Place value with zeros (whole numbers and decimals) – what’s the quick way to line it up?

I’m cramming for a test and place value keeps tripping me up whenever there are zeros. Simple ones are fine, but toss in a couple zeros and a decimal point and my brain stalls.

Example 1 (whole number): For 3,405,608, I tried labeling from the right: ones=8, tens=0, hundreds=6, thousands=5, ten-thousands=0, hundred-thousands=4, millions=3. So I said the 4 is in the hundred-thousands place and its value is 400,000. That feels right… but then I see the two zeros and start doubting myself. Am I lining this up the smart way, or overthinking it?

Example 2 (decimals): For 0.0704, I keep calling the 7 “seven thousandths,” but someone told me it’s actually hundredths. My attempt at a system is: right of the decimal goes tenths, hundredths, thousandths, ten-thousandths. So I think 0.0704 = 0 tenths, 7 hundredths, 0 thousandths, 4 ten-thousandths. Is that the correct read, or am I still off? What’s a fast mental trick so I don’t have to draw a full place-value chart every time?

Follow-up: Do trailing zeros change anything about the place value I say out loud? Like is 0.50 any different from 0.5 when I’m naming the place of the 5? And if a question says “round to the thousandths,” which digit am I actually checking in something like 0.0704?

If you’ve got a no-nonsense way to lock this down, I’m all ears.

3 Responses

  1. Use the decimal point as your anchor. Moving left gives ones, tens, hundreds, thousands, …; moving right gives tenths, hundredths, thousandths, ten-thousandths, …. Zeros don’t change the place names; they just mark that nothing is in that place. So in 3,405,608 you lined it up correctly: 8 ones, 0 tens, 6 hundreds, 5 thousands, 0 ten-thousands, 4 hundred-thousands, 3 millions, so the 4 is in the hundred-thousands place (value 400,000). In 0.0704, the first digit right of the point is tenths (0), then hundredths (7), then thousandths (0), then ten-thousandths (4), so the 7 is in the hundredths place (value 0.07). Quick worked example: in 1,204.507 the 4 is ones, 0 tens, 2 hundreds, 1 thousands; to the right, 5 tenths, 0 hundredths, 7 thousandths. Trailing zeros don’t change a nonzero digit’s place: in 0.50 and 0.5, the 5 is still in the tenths place (both numbers are equal, though 0.50 shows hundredths precision). For rounding to the thousandths, look at the third digit to the right of the decimal and check the next one: in 0.0704 the thousandths digit is 0 and the next is 4, so it rounds to 0.070 (often written 0.07).

  2. You’re on the right track. Zeros are just placeholders; they don’t change other digits’ places. A quick rule that works every time is: start at the decimal point, then count places-left for whole-number places (ones, tens, hundreds, thousands, …) and right for decimal places (tenths, hundredths, thousandths, ten-thousandths, …). Example 1: 3,405,608 labeled from the right gives ones=8, tens=0, hundreds=6, thousands=5, ten-thousands=0, hundred-thousands=4, millions=3, so the 4 is indeed in the hundred-thousands place with value 400,000. Example 2: 0.0704 has 0 tenths, 7 hundredths, 0 thousandths, 4 ten-thousandths, so the 7 is hundredths (value 0.07), not thousandths. Trailing zeros don’t change place value: 0.5 and 0.50 are equal; the 5 is still in the tenths place (you can say “five tenths” or “fifty hundredths”-same value). For rounding to the thousandths, keep the first three digits to the right of the decimal and look at the next one: in 0.0704 the thousandths digit is 0 and the next digit is 4, so it rounds to 0.070 (which is numerically 0.07; keep the zero only if you need to show thousandths). Simple worked example using the same trick: in 48,007.06, the 8 is four steps left of the ones digit, so it’s in the thousands place (value 8,000), and the 6 is two steps right of the decimal, so it’s in the hundredths place (value 0.06). A clear refresher with diagrams is here: https://www.mathsisfun.com/place-value.html

  3. Quick trick: treat the decimal as home base and march places left (ones, tens, hundreds, thousands…) and right (tenths, hundredths, thousandths…); zeros are just empty parking spots that don’t shove anyone over-so 3,405,608 has 4 in the hundred-thousands = 400,000, and 0.0704 has 7 in the hundredths. Trailing zeros don’t change place value (0.5 = 0.50, the 5 is tenths), and to round to the thousandths check the next digit to the right (0.0704 → look at the 4, so it stays 0.070).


#### [Your assignment]
This task calls for copying every line in the data below that contains the word "general".

Records drawn from a dataset
▶

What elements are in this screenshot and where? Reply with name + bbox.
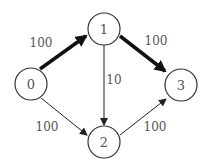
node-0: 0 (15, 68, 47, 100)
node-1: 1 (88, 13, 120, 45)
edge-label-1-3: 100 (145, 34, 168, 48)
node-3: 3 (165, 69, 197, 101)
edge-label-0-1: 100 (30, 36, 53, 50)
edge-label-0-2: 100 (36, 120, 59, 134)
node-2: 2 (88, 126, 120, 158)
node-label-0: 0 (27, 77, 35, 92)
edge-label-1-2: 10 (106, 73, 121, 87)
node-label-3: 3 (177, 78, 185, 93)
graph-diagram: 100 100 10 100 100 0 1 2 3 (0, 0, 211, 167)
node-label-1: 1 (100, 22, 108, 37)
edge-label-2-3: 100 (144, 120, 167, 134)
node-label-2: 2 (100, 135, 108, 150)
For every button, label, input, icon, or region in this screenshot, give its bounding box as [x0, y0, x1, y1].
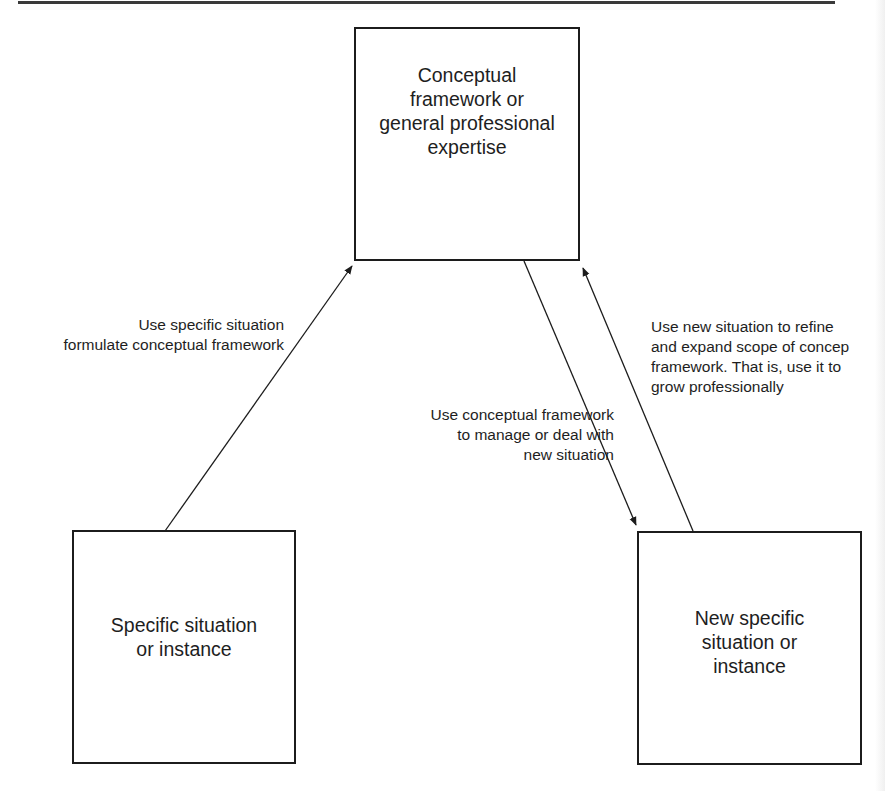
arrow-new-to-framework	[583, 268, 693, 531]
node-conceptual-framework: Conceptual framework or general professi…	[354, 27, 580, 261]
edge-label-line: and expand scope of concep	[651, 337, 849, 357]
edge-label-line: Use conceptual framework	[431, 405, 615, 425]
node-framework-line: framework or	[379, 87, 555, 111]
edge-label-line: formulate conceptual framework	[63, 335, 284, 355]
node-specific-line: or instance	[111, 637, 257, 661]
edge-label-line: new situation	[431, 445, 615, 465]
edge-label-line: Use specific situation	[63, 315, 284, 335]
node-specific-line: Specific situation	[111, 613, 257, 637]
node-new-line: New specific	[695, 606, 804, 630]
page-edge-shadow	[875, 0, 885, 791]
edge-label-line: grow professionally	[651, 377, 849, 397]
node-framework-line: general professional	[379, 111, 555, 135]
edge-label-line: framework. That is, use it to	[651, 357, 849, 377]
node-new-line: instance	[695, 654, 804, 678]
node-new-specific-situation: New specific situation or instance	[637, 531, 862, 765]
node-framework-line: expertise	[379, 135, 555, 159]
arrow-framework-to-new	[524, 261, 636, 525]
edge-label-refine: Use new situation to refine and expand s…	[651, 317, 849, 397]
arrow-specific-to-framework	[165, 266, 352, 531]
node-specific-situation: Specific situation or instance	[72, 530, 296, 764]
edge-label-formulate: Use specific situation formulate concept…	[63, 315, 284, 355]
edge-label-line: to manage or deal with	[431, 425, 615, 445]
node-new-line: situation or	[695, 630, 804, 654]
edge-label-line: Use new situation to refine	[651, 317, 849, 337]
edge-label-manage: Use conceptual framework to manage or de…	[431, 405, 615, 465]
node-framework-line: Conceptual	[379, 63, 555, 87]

◀

#### [Solution for this exercise]
node-conceptual-framework: Conceptual framework or general professi…	[354, 27, 580, 261]
node-framework-line: general professional	[379, 111, 555, 135]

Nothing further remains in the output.